American Surfaces, in many respects a preparatory study for Uncommon Places, is well named, for what sets Shore's work apart was that he tries to look at things as they are, rather than in terms of a received pictorial tradition. And he pointed his camera at subjects we might habitually overlook, such as a freshly served breakfast in a diner, or an advertising billboard, or a garage forecourt. His cool, dispassionate way of looking at familiar, perhaps overly familiar, aspects of the world, allows us to see them afresh. It de-familiarises them, as Mark Haworth-Booth notes in the show's catalogue.
In that sense, Uncommon Places,is an equally apposite title, because the commonplace is made uncommon by his way of seeing and depicting it. The original book is largely devoted, he noted, to "architecture and intersections", to fragments of everyday streetscapes. When Andrew Hiller, an editor at Aperture, approached him about doing a revised, expanded version of Uncommon Placesat the turn of the century, he jumped at the chance. The result, published in 2004, adds The Complete Worksto the original title and another 100 or so photographs to the original 40.
Having the additions vastly outnumbering the originals might sound like taking the phenomenon of the director's cut to ridiculous lengths, but in fact it isn't.
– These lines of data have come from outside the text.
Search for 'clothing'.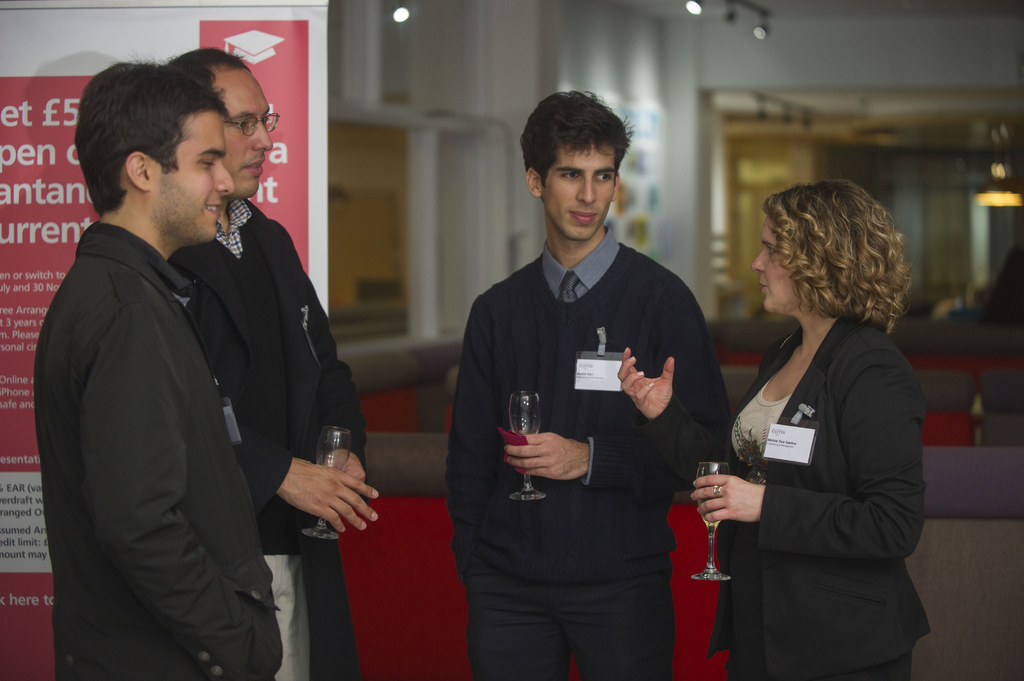
Found at 54 263 291 680.
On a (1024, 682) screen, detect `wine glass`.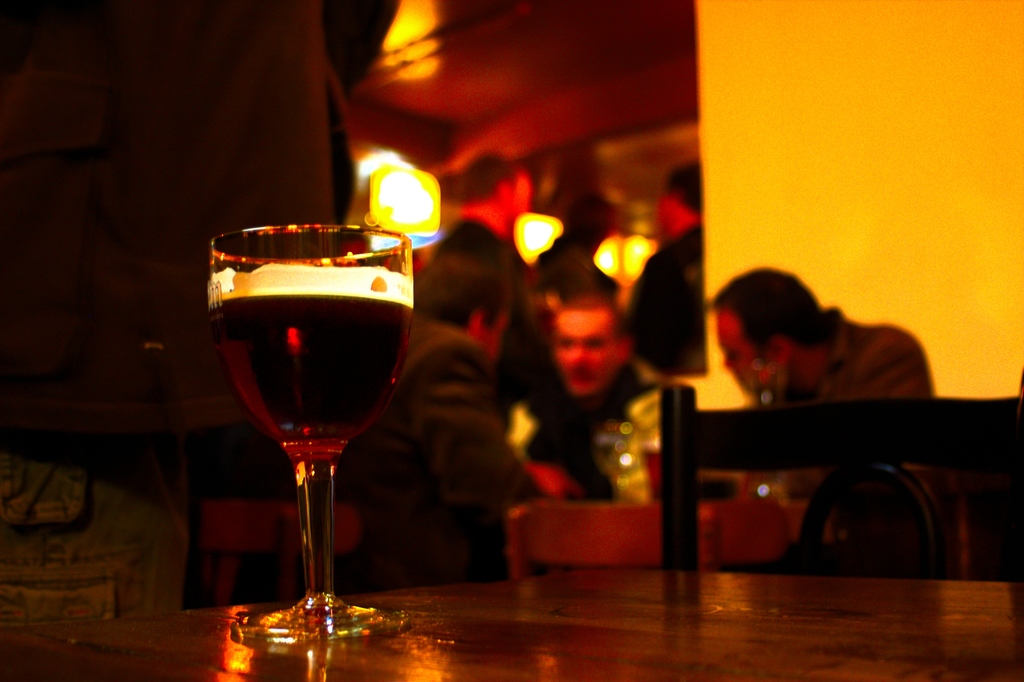
detection(210, 223, 412, 649).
Although he'd concluded Uncommon Placesas a project in 1981, Shore knew that he had a substantial body of additional material – thousands of photographs in fact – much of which should logically be included. The economics of colour reproduction and publishing had moved on since the original publication as, indeed, had his own standing in photographic history. One significant effect of the expansion is that it broadens the reach of the original, expanding on the nature of the subject matter, admitting many interiors, portraits and still lifes which, Shore feels, amounts to a more accurate account of what he was doing. It also makes it clear that it is directly derived from the earlier American Surfaces.
In time, Shore and his wife moved to Montana. He took up fly-fishing. He began to photograph landscapes – wild, natural landscapes rather than townscapes. Landscapes from Montana, Texas and Scotland are included in the exhibition. His approach is striking. It is as if he is at pains to exclude any aspect of the conventionally picturesque, and yet to invest each image with that “surreal density” of information. The level of detail and the absence of a central, defining motif draws the eye into examining each photograph carefully, inviting us to think about what it is we are looking at.
The black-and-white photographs of pedestrians in New York have a panoramic, cinematic feeling. Shore achieved this by halving the size of the 8x10 negatives, making 4x10 images. Greatly enlarged, they evoke wide-screen movies and somehow the still images uncannily manage to capture a sense of edgy move- ment, the busy unpredictability of the city pavement and the stop-start rhythm of traffic. PhotoIreland 2010, the first festival of its kind in Ireland, takes place at more than 20 venues in Dublin from July 1st-12th. Not only does the Hyde’s Stephen Shore represent the ideal pre- cursor, it’s hard to imagine that you’ll see anything better or more thought-provoking in the festival.